Ghosts of the Leningrad siege (via my father).
Bits and pieces of light reading: Richard Kadrey's Sandman Slim, a recommendation from Brent that I enjoyed quite a bit (I've read other books rather like it - it is along Dresden Files lines - also we are in the thick of an angel-demon zeitgeist, and I was struck by similarities to the TV series Supernatural - but it is really appealingly well-written, with a fresh and lively and distinctive first-person voice); and Tom Rob Smith's Child 44, which seems to me flawed in various respects but so energetic and interesting and engaging that I was willing to forgive various implausibilities and awkward handlings of narrative point of view.
I got a good haul of books on Saturday at the Hobbies & Books store in Grand Harbour, which is unfortunately closing - but all books were discounted 30%, with an additional free fourth book for every three purchased. A few of the ones I walked away with are true local curiosities, which I will perhaps post about anon...
I'm looking at a funny situation vis-a-vis work. I'm very tempted to plunge straight into drafting the new novel, but have decided it is impractical and that it will be better for me to leave it on the boil for a little while and come back to it later in the fall. I'll be in Ottawa for ten days or so in September, and then I'll be in New York for about four weeks in October, with side trips to Maine (for a friend's wedding) and Buffalo (for a conference).

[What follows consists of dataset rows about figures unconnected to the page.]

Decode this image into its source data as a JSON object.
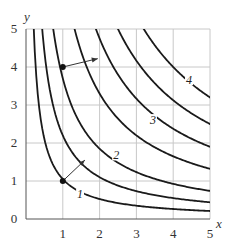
{
  "chart_data": {
    "type": "line",
    "title": "",
    "xlabel": "x",
    "ylabel": "y",
    "xlim": [
      0,
      5
    ],
    "ylim": [
      0,
      5
    ],
    "grid": true,
    "x_ticks": [
      "1",
      "2",
      "3",
      "4",
      "5"
    ],
    "y_ticks": [
      "0",
      "1",
      "2",
      "3",
      "4",
      "5"
    ],
    "series": [
      {
        "name": "level curve 1",
        "label": "1",
        "c": 1.05
      },
      {
        "name": "level curve (unlabeled)",
        "label": "",
        "c": 2.2
      },
      {
        "name": "level curve 2",
        "label": "2",
        "c": 3.7
      },
      {
        "name": "level curve (unlabeled)",
        "label": "",
        "c": 6.6
      },
      {
        "name": "level curve 3",
        "label": "3",
        "c": 9.5
      },
      {
        "name": "level curve (unlabeled)",
        "label": "",
        "c": 12.5
      },
      {
        "name": "level curve 4",
        "label": "4",
        "c": 16
      }
    ],
    "curve_labels": [
      {
        "text": "1",
        "x": 1.47,
        "y": 0.6
      },
      {
        "text": "2",
        "x": 2.45,
        "y": 1.62
      },
      {
        "text": "3",
        "x": 3.45,
        "y": 2.55
      },
      {
        "text": "4",
        "x": 4.43,
        "y": 3.6
      }
    ],
    "points": [
      {
        "x": 1,
        "y": 1
      },
      {
        "x": 1,
        "y": 4
      }
    ],
    "arrows": [
      {
        "from": [
          1,
          1
        ],
        "to": [
          1.6,
          1.55
        ]
      },
      {
        "from": [
          1,
          4
        ],
        "to": [
          1.95,
          4.22
        ]
      }
    ]
  }
}
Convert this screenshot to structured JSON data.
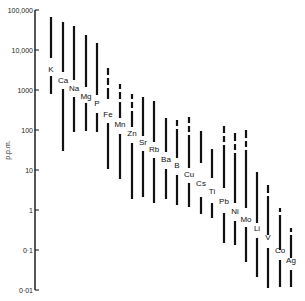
{
  "chart_data": {
    "type": "range-bar",
    "title": "",
    "xlabel": "",
    "ylabel": "p.p.m.",
    "yscale": "log",
    "ylim": [
      0.01,
      100000
    ],
    "yticks": [
      {
        "value": 100000,
        "label": "100,000"
      },
      {
        "value": 10000,
        "label": "10,000"
      },
      {
        "value": 1000,
        "label": "1000"
      },
      {
        "value": 100,
        "label": "100"
      },
      {
        "value": 10,
        "label": "10"
      },
      {
        "value": 1,
        "label": "1"
      },
      {
        "value": 0.1,
        "label": "0·1"
      },
      {
        "value": 0.01,
        "label": "0·01"
      }
    ],
    "grid": false,
    "legend": null,
    "categories": [
      "K",
      "Ca",
      "Na",
      "Mg",
      "P",
      "Fe",
      "Mn",
      "Zn",
      "Sr",
      "Rb",
      "Ba",
      "B",
      "Cu",
      "Cs",
      "Ti",
      "Pb",
      "Ni",
      "Mo",
      "Li",
      "V",
      "Co",
      "Ag"
    ],
    "series": [
      {
        "name": "K",
        "x": 51,
        "min": 700,
        "max": 60000,
        "label_y": 72,
        "segments": [
          [
            17,
            58
          ],
          [
            76,
            94
          ]
        ]
      },
      {
        "name": "Ca",
        "x": 63,
        "min": 30,
        "max": 50000,
        "label_y": 83,
        "segments": [
          [
            22,
            72
          ],
          [
            89,
            151
          ]
        ]
      },
      {
        "name": "Na",
        "x": 74,
        "min": 80,
        "max": 35000,
        "label_y": 91,
        "segments": [
          [
            26,
            80
          ],
          [
            97,
            132
          ]
        ]
      },
      {
        "name": "Mg",
        "x": 86,
        "min": 90,
        "max": 20000,
        "label_y": 99,
        "segments": [
          [
            35,
            87
          ],
          [
            103,
            131
          ]
        ]
      },
      {
        "name": "P",
        "x": 97,
        "min": 80,
        "max": 12000,
        "label_y": 106,
        "segments": [
          [
            43,
            95
          ],
          [
            113,
            132
          ]
        ]
      },
      {
        "name": "Fe",
        "x": 108,
        "min": 10,
        "max": 3000,
        "label_y": 117,
        "segments": [
          [
            68,
            75
          ],
          [
            78,
            85
          ],
          [
            88,
            99
          ],
          [
            123,
            169
          ]
        ]
      },
      {
        "name": "Mn",
        "x": 120,
        "min": 5,
        "max": 1500,
        "label_y": 127,
        "segments": [
          [
            84,
            89
          ],
          [
            92,
            99
          ],
          [
            102,
            118
          ],
          [
            134,
            179
          ]
        ]
      },
      {
        "name": "Zn",
        "x": 132,
        "min": 2,
        "max": 800,
        "label_y": 136,
        "segments": [
          [
            94,
            99
          ],
          [
            102,
            108
          ],
          [
            111,
            127
          ],
          [
            143,
            199
          ]
        ]
      },
      {
        "name": "Sr",
        "x": 143,
        "min": 2,
        "max": 600,
        "label_y": 145,
        "segments": [
          [
            97,
            136
          ],
          [
            151,
            197
          ]
        ]
      },
      {
        "name": "Rb",
        "x": 154,
        "min": 1,
        "max": 500,
        "label_y": 152,
        "segments": [
          [
            101,
            142
          ],
          [
            158,
            203
          ]
        ]
      },
      {
        "name": "Ba",
        "x": 166,
        "min": 2,
        "max": 250,
        "label_y": 162,
        "segments": [
          [
            118,
            152
          ],
          [
            169,
            199
          ]
        ]
      },
      {
        "name": "B",
        "x": 177,
        "min": 1,
        "max": 180,
        "label_y": 168,
        "segments": [
          [
            120,
            126
          ],
          [
            129,
            158
          ],
          [
            175,
            205
          ]
        ]
      },
      {
        "name": "Cu",
        "x": 189,
        "min": 1,
        "max": 150,
        "label_y": 177,
        "segments": [
          [
            117,
            123
          ],
          [
            126,
            132
          ],
          [
            135,
            168
          ],
          [
            183,
            207
          ]
        ]
      },
      {
        "name": "Cs",
        "x": 201,
        "min": 0.7,
        "max": 120,
        "label_y": 186,
        "segments": [
          [
            131,
            163
          ],
          [
            197,
            214
          ]
        ]
      },
      {
        "name": "Ti",
        "x": 212,
        "min": 0.6,
        "max": 60,
        "label_y": 194,
        "segments": [
          [
            149,
            178
          ],
          [
            203,
            218
          ]
        ]
      },
      {
        "name": "Pb",
        "x": 224,
        "min": 0.15,
        "max": 100,
        "label_y": 204,
        "segments": [
          [
            126,
            133
          ],
          [
            136,
            142
          ],
          [
            145,
            188
          ],
          [
            213,
            243
          ]
        ]
      },
      {
        "name": "Ni",
        "x": 235,
        "min": 0.1,
        "max": 100,
        "label_y": 214,
        "segments": [
          [
            133,
            141
          ],
          [
            144,
            150
          ],
          [
            153,
            203
          ],
          [
            221,
            245
          ]
        ]
      },
      {
        "name": "Mo",
        "x": 246,
        "min": 0.02,
        "max": 100,
        "label_y": 222,
        "segments": [
          [
            130,
            138
          ],
          [
            141,
            147
          ],
          [
            150,
            208
          ],
          [
            227,
            262
          ]
        ]
      },
      {
        "name": "Li",
        "x": 257,
        "min": 0.02,
        "max": 20,
        "label_y": 231,
        "segments": [
          [
            172,
            223
          ],
          [
            238,
            277
          ]
        ]
      },
      {
        "name": "V",
        "x": 268,
        "min": 0.01,
        "max": 10,
        "label_y": 240,
        "segments": [
          [
            185,
            193
          ],
          [
            196,
            235
          ],
          [
            248,
            288
          ]
        ]
      },
      {
        "name": "Co",
        "x": 280,
        "min": 0.01,
        "max": 5,
        "label_y": 253,
        "segments": [
          [
            208,
            212
          ],
          [
            215,
            250
          ],
          [
            260,
            287
          ]
        ]
      },
      {
        "name": "Ag",
        "x": 291,
        "min": 0.01,
        "max": 3,
        "label_y": 263,
        "segments": [
          [
            228,
            232
          ],
          [
            235,
            258
          ],
          [
            270,
            287
          ]
        ]
      }
    ]
  }
}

The talk for NEASECS will be a preview of the ABCs of the novel project in the form of an argument about Laurence Sterne and novelistic conventions for the transcription of human movement and expression, and I'm also giving a talk earlier that month at the Fordham 18th-century seminar on Richardson's Clarissa; so that's two high-quality talks to write.
I also have two tenure letters to write this month, the first ones I have done (I turned down a few before I had tenure and I also turned down one or two in the first year I had tenure, but at this point I really have no good reason to say no, it is an important part of service to the profession); so I think that really my goal for the rest of the month is to write those two letters and get to work on Sterne and Richardson so that when I leave for Ottawa I at least have something down on paper in the way of draft. I may only have a week or so in Cayman between the return from Ottawa and the departure for New York, and it will be foolish to count on getting a lot of work done then; and my notion for the work I'll do during the New York weeks, aside from school catch-up stuff and the seasonal flood of letters of recommendation, is that it will be a good time to give the style book a wholesale going-over...
I am glad your friend Arielle has red clogs and her skylights are just like mine, but I'm going to assume her house is that neat for the photo shoot!!